PlasmidsExpressed Protein
pKan-CMV-mClover3mClover3
pKan-CMV-mRuby3mRuby3
pKan-CMV-mClover3-mRuby3mClover3-mRuby3
pKan-CMV-mClover3-ErCRY4mClover3-ErCry4
pKan-CMV-mClover3-ErCRY4-497mClover3-ErCry4,
truncated after aa 497
pKan-CMV-ErGNAT2-mRuby3ErGtα-mRuby3
Table 2. Statistics of FRET monitoring. ANOVA results of the binomial GLM for differences between the interactions Cry4 and Cry4-497 with Gtα and the respective negative controls with mRuby3 or mClover3 only. The respective sample sizes (N), resulting chi-squared statistics (χ2) and p-values are listed for each comparison. Significant differences are indicated with asterisks, corresponding p-values are in bold (p ≤ 0.05 = *; p ≤ 0.01 = **; p ≤ 0.001 = ***.
Table 2. Statistics of FRET monitoring. ANOVA results of the binomial GLM for differences between the interactions Cry4 and Cry4-497 with Gtα and the respective negative controls with mRuby3 or mClover3 only. The respective sample sizes (N), resulting chi-squared statistics (χ2) and p-values are listed for each comparison. Significant differences are indicated with asterisks, corresponding p-values are in bold (p ≤ 0.05 = *; p ≤ 0.01 = **; p ≤ 0.001 = ***.
N Nχ2 p
mClover3-Cry4 + Gtα-mRuby325mClover3 + Gtα-mRuby3319.8540.0017**
mClover3-Cry4 + mRuby3247.1000.0077**
mClover3-Cry4-497 + Gtα-mRuby345mClover3 + Gtα-mRuby33112.5250.0004***
mClover3-Cry4-497 + mRuby3396.0720.0137*
Publisher’s Note: MDPI stays neutral with regard to jurisdictional claims in published maps and institutional affiliations.

Share and Cite

MDPI and ACS Style

Görtemaker, K.; Yee, C.; Bartölke, R.; Behrmann, H.; Voß, J.-O.; Schmidt, J.; Xu, J.; Solovyeva, V.; Leberecht, B.; Behrmann, E.; et al.
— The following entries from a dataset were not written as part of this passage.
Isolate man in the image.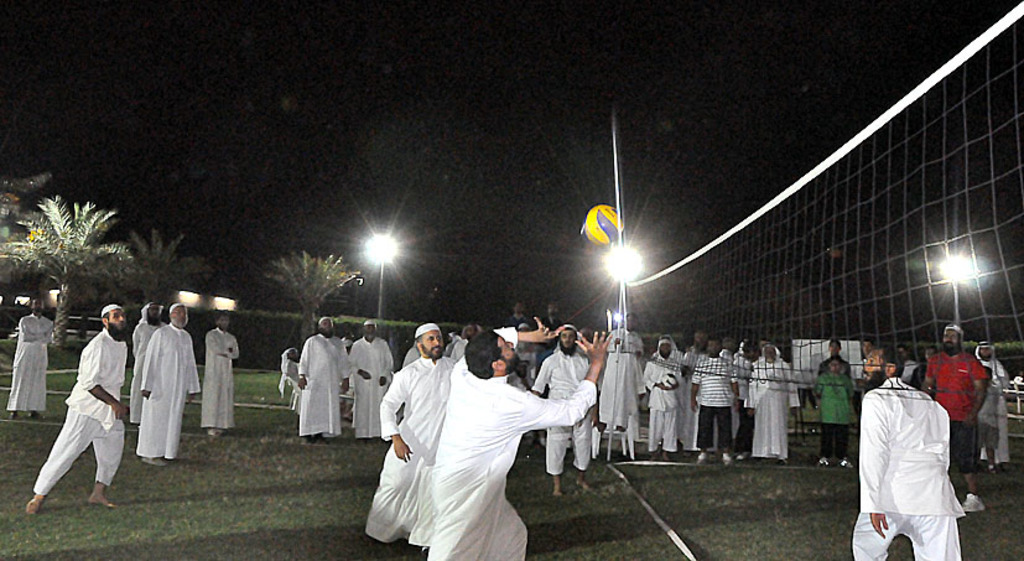
Isolated region: (277,344,298,404).
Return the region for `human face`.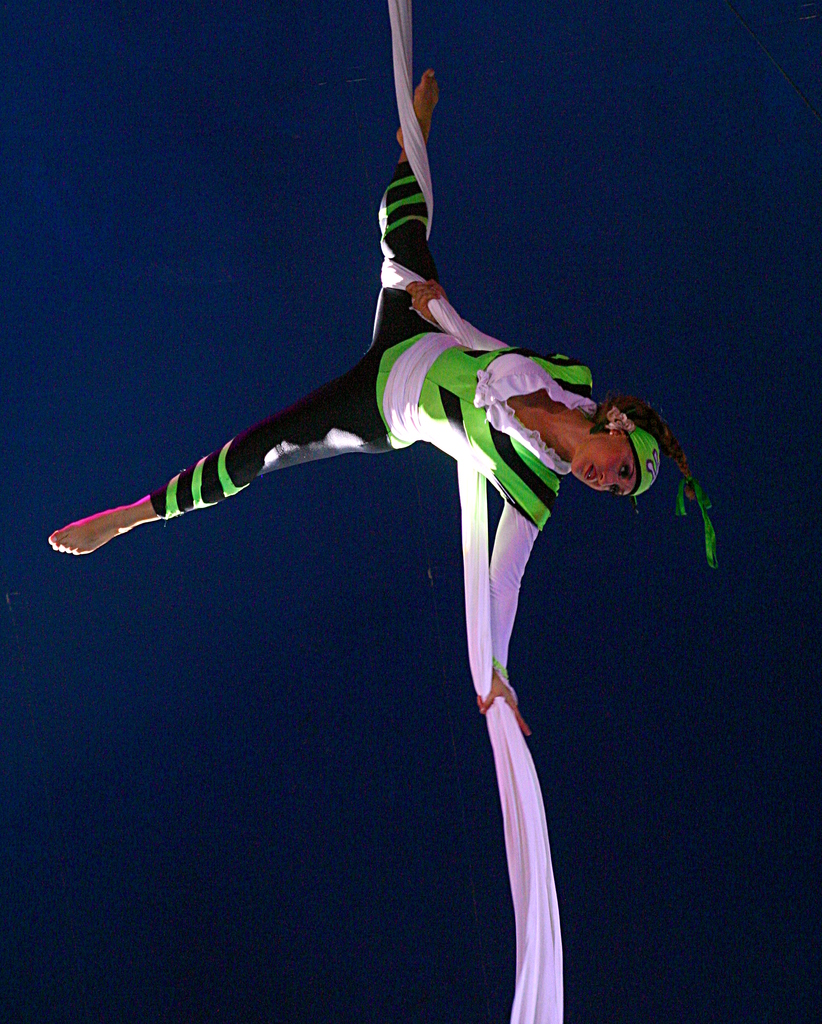
pyautogui.locateOnScreen(565, 432, 640, 499).
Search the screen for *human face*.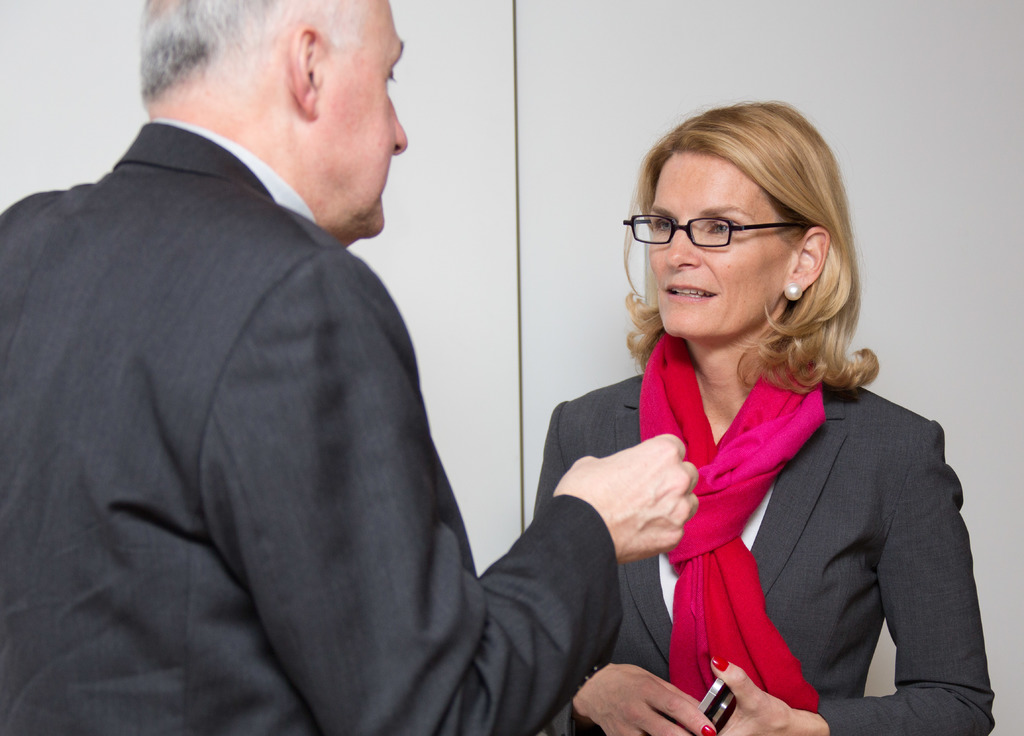
Found at [646,151,794,344].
Direct Interaction of Avian Cryptochrome 4 with a Cone Specific G-Protein. Cells 2022, 11, 2043. https://doi.org/10.3390/cells11132043

AMA Style

Görtemaker K, Yee C, Bartölke R, Behrmann H, Voß J-O, Schmidt J, Xu J, Solovyeva V, Leberecht B, Behrmann E, et al. Direct Interaction of Avian Cryptochrome 4 with a Cone Specific G-Protein. Cells. 2022; 11(13):2043. https://doi.org/10.3390/cells11132043

Chicago/Turabian Style

Görtemaker, Katharina, Chad Yee, Rabea Bartölke, Heide Behrmann, Jan-Oliver Voß, Jessica Schmidt, Jingjing Xu, Vita Solovyeva, Bo Leberecht, Elmar Behrmann, and et al. 2022. "Direct Interaction of Avian Cryptochrome 4 with a Cone Specific G-Protein" Cells 11, no. 13: 2043. https://doi.org/10.3390/cells11132043

Note that from the first issue of 2016, this journal uses article numbers instead of page numbers. See further details here.